Write “My mother never…” and then complete the sentence. List several things she never did. Build a story around the things she didn’t do. Focus on what they tell you about her personality, needs, situation, conflicts, fears, etc.

If need be, substitute a grandmother, aunt, or other female important in your life.

Writing Tip: Choose Your Readers Carefully

Writers often want someone to read a draft and give an opinion. Think twice. Or three times.

Family members generally fall into two categories: those who offer unconditional adulation, and those who are masters of the put-down. They are convenient but not always the best choice. Ask for comments primarily from other writers, or at least from experienced readers.

If you choose to belong to a critique group, choose peers who are of good heart–i.e.,no one is out to be top dog. The focus is on everyone making everyone else’s writing better, no competition.
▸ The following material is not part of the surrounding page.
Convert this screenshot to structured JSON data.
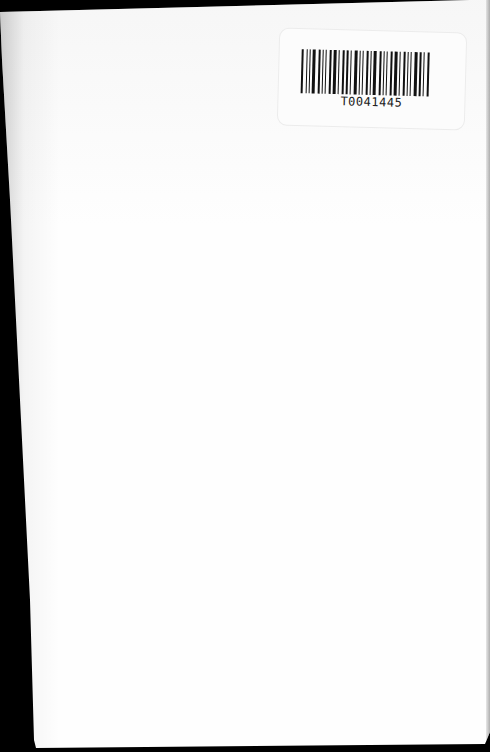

Ask whoever comments on your work to be concrete, to identify specific instances to support any general statement. If the person says that you use strong verbs, ask for examples.

Get both positive and negative comments, and don’t defend your work. Getting feedback is not a debate. Your readers are responding to what is on the page, not what you were thinking or intending. Bring that up only if you are asking how to do it better.

And remember that suggestions are there for the taking–or not! But if there is a consensus on something–e.g., that the dialect is too heavy–ignore it at your own peril.